The Imagine Mars Project builds on the success of the Mars Millennium Project, an arts, science, and technology education initiative developed for the "turn of the millennium" celebrations of 1999-2000. It focused on one basic mission: inspire young people to imagine and design a livable community for 100 people on the planet Mars in the year 2030. An official project of the White House Millennium Council, the principal sponsors were: the National Endowment for the Arts, the U.S. Department of Education, the National Aeronautics and Space Administration/Jet Propulsion Laboratory, and The J. Paul Getty Trust. The Mars Millennium Project earned the support of more than 150 cooperating organizations, and the US Post Office sponsored the delivery of related Mars educational materials to schools nationwide.
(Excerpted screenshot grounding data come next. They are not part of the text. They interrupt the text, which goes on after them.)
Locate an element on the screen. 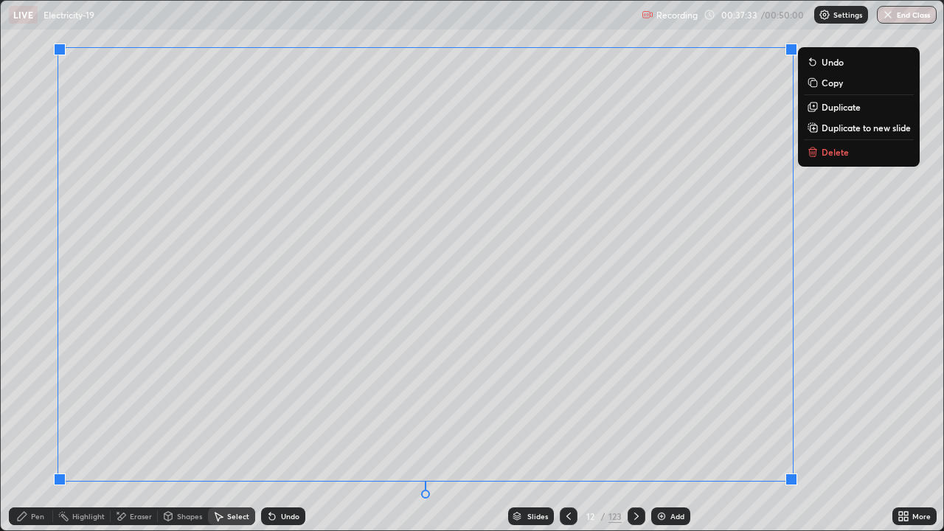  p: Recording is located at coordinates (677, 15).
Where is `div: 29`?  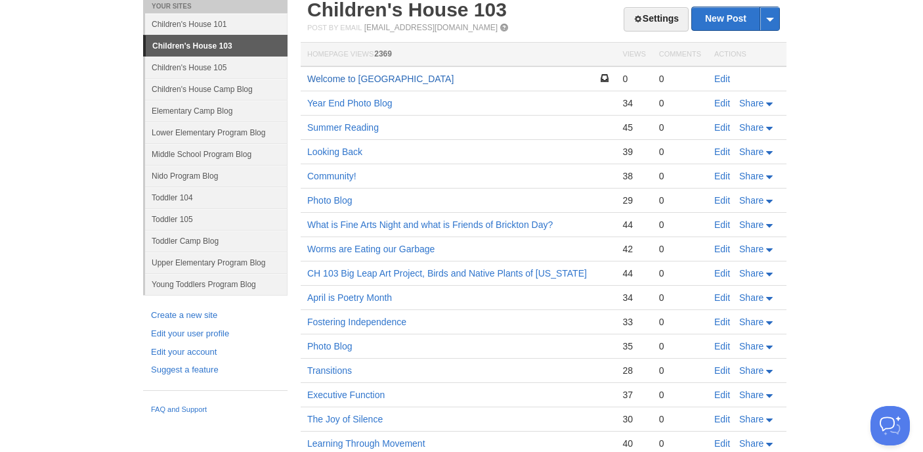
div: 29 is located at coordinates (634, 200).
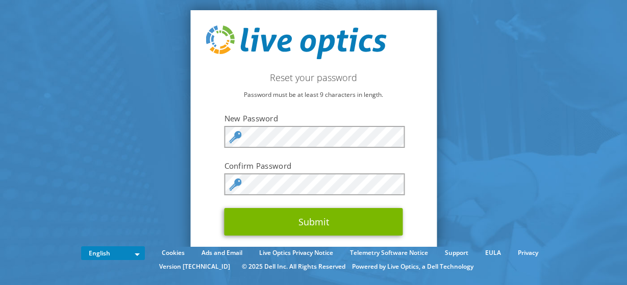  What do you see at coordinates (314, 118) in the screenshot?
I see `label: New Password` at bounding box center [314, 118].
When the project concluded at the beginning of the new century, it had exceeded all expectations in demonstrating the creativity that could be unleashed through an interdisciplinary educational program. Hundreds of thousands of students from around the country launched rockets, painted murals, composed operas, built architectural models, and engaged in countless other activities to celebrate and describe their vision of the future. Due to its success and popular requests for the project's continuation, NASA's Mars Public Engagement Program (managed by NASA's Jet Propulsion Laboratory) and the National Endowment for the Arts reformulated the initiative under a new name, the Imagine Mars Project, so that it could continue to engage future generations of students.